I’ve had my share of time distortion incidents, but two incipient-pain-distortion ones come to mind.
The first was in college, coming down the stairs in the school’s old Engineering building. Each tread had a strip of rough material on its edge to improve traction. A fine idea…except the stairs were old, and the strips were coming loose. I heard it when the guy behind me snagged a toe on the edge of the one on the upper steps. I had enough time to notice that there was no shuffle of regained footing, and realize that meant he was pitching headlong down the stairs toward me. Plenty of time…and nowhere to go on the narrow staircase. He slammed into me, and we went tumbling down the rest of the way to the concrete floor below, where I landed on my face, and he somehow managed to land with an elbow in one of my kidneys. (That was the first time I ever pissed blood, an experience I could have happily lived my whole life without.)
The second one that springs to mind was actually an aversion–a “this is gonna hurt” moment that actually didn’t end in pain. In fact, it ended up at least looking like a Crowning Moment of Awesome.
Circumstances had arisen that led to me fighting about twelve people at once with boffer swords. (They were only supposed to show up six at a time, but there was a mishap with the basselope and a doppelganger.) I was holding my own, mostly by retreating a lot and using the rough terrain–which I had had most of the day to familiarize myself with–to keep them from all coming at me at once. Eventually they cornered me, though. I had my back to a sharp drop of about nine feet, tangles of brush hemming me in on the sides, and a tight arc of enemies in front of me. I was toast, which was as it should be, since I was the Villain.
Then it happened. I stepped back with one foot to brace myself for the rush…only my cloak had gotten snagged on a branch that kept it from moving back with my leg, and my foot came down on it. I was already staggering a bit with fatigue, and that was enough to cost me my balance; before I knew it, I was tumbling back over the edge. Time stretched as I contemplated the coming impact with the hard, hard earth…and then I was vertical, and miraculously upright. My tumble had left me in just the right position to land on my feet. My legs flexed automatically, absorbing the impact, and I found myself standing, looking up at an arc of wondering faces. I held up one hand to indicate that I was unhurt. They took a safer route down, and I was eventually properly defeated by the Forces of Good.
(At the wrap-up party, I kept my mouth shut about it and let the others talk, so I found out what they thought they saw: the cornered villain, who had been confounding them with unlikely feats of simulated acrobatics all along, suddenly flung himself over the brink with a swirl of his cloak, landed with uncanny grace below, and raised one sword in a mocking challenge. Apparently, cloaks automatically make everything at least 20% cooler.)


* ASSIGNED TASK *
All of the records that follow need to be copied word for word, without the pictures.

* DATA TO USE *
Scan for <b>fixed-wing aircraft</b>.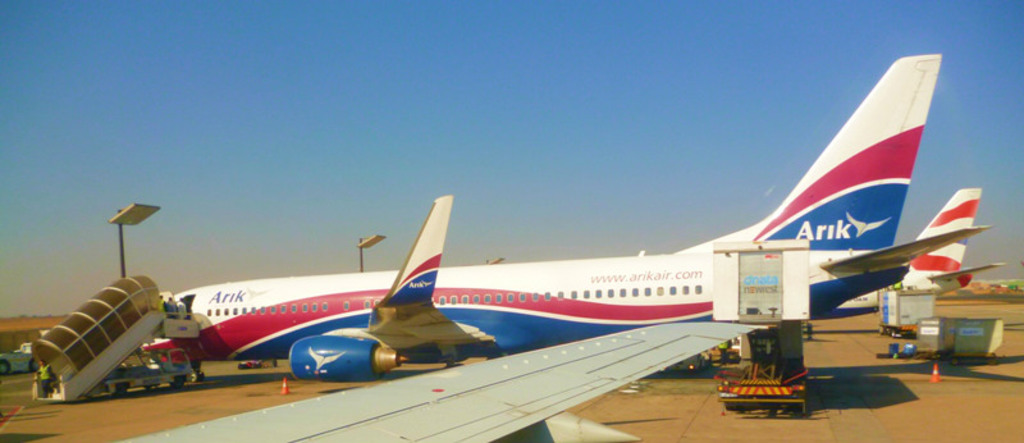
Scan result: 835,181,1005,320.
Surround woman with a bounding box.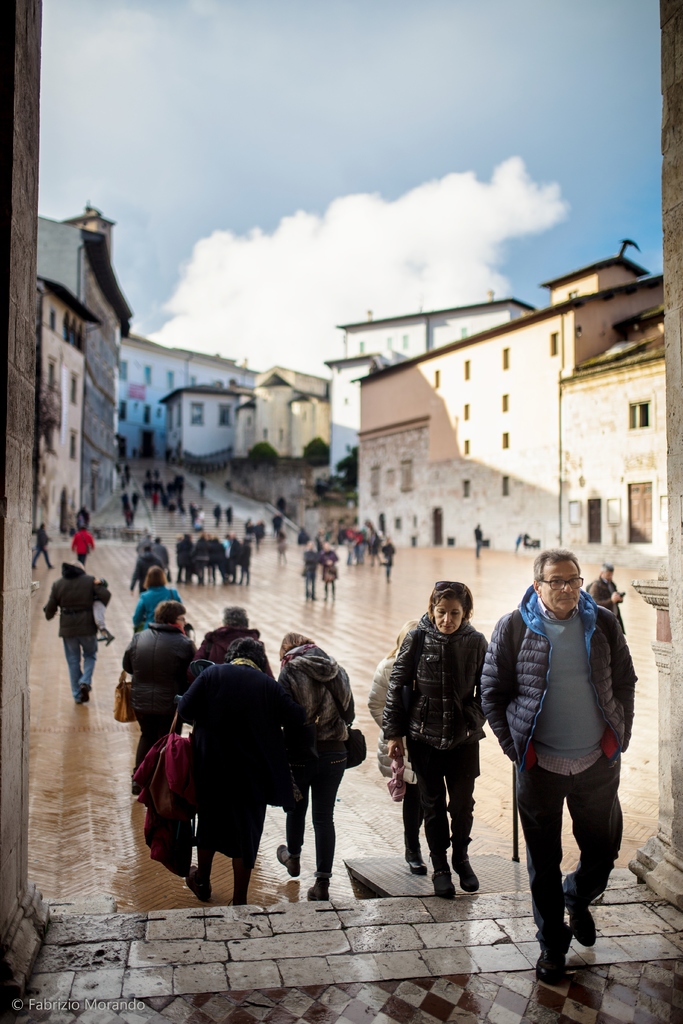
172/638/279/904.
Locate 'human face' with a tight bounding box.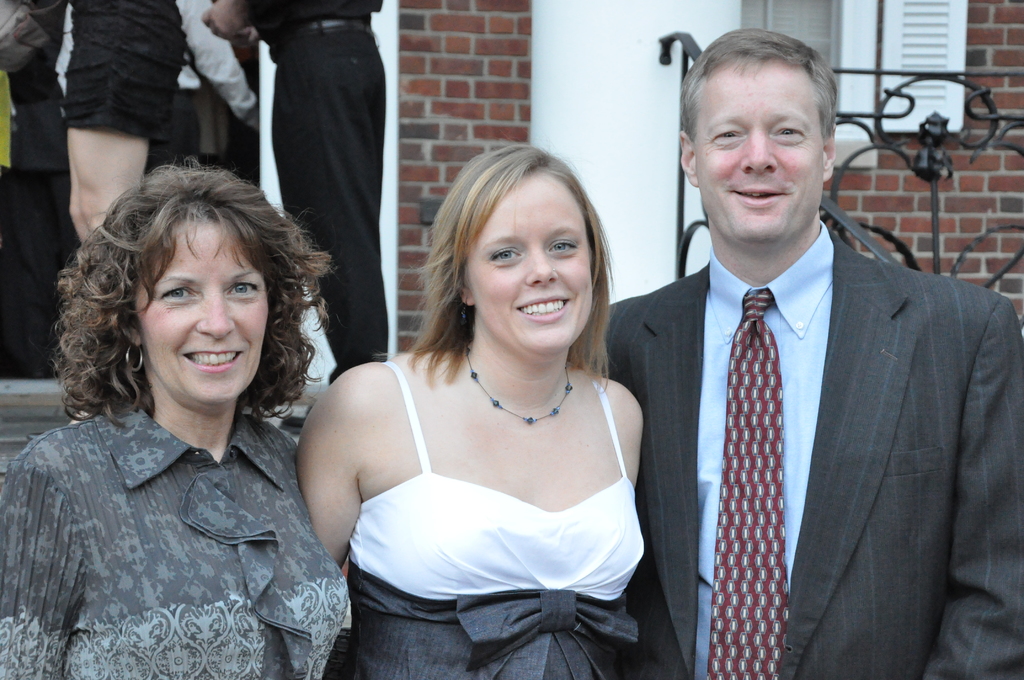
(x1=131, y1=214, x2=272, y2=409).
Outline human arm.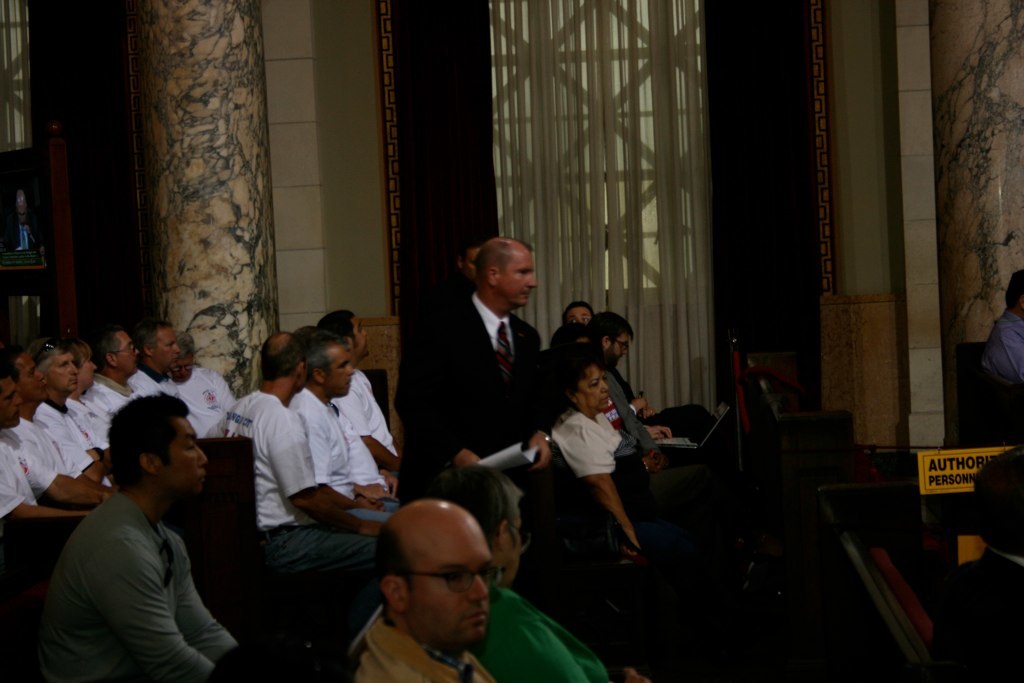
Outline: locate(174, 538, 235, 671).
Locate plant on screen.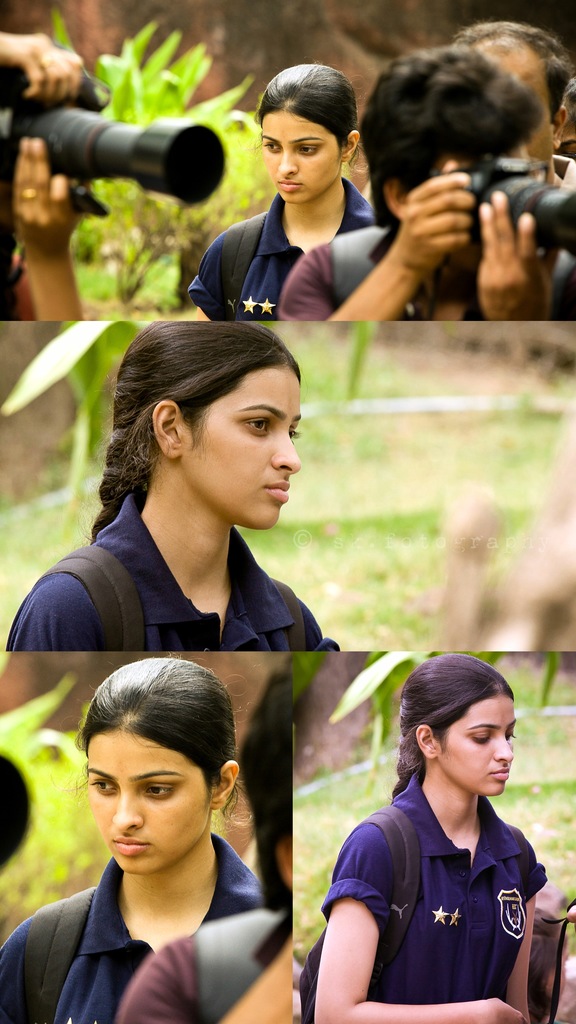
On screen at select_region(282, 700, 399, 968).
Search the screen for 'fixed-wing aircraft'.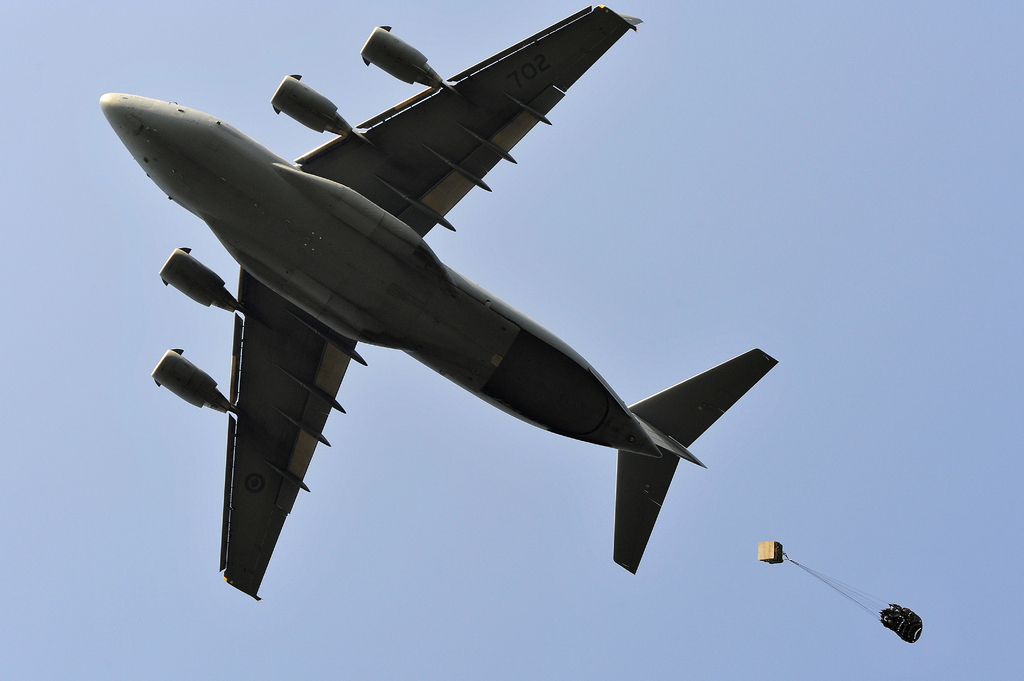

* SOLUTION TO THIS PROBLEM *
Scan for <b>fixed-wing aircraft</b>.
Scan result: 835,181,1005,320.
Surround woman with a bounding box.
172/638/279/904.
Locate 'human face' with a tight bounding box.
(x1=131, y1=214, x2=272, y2=409).
Outline human arm.
Outline: locate(174, 538, 235, 671).
Locate plant on screen.
On screen at select_region(282, 700, 399, 968).
Search the screen for 'fixed-wing aircraft'.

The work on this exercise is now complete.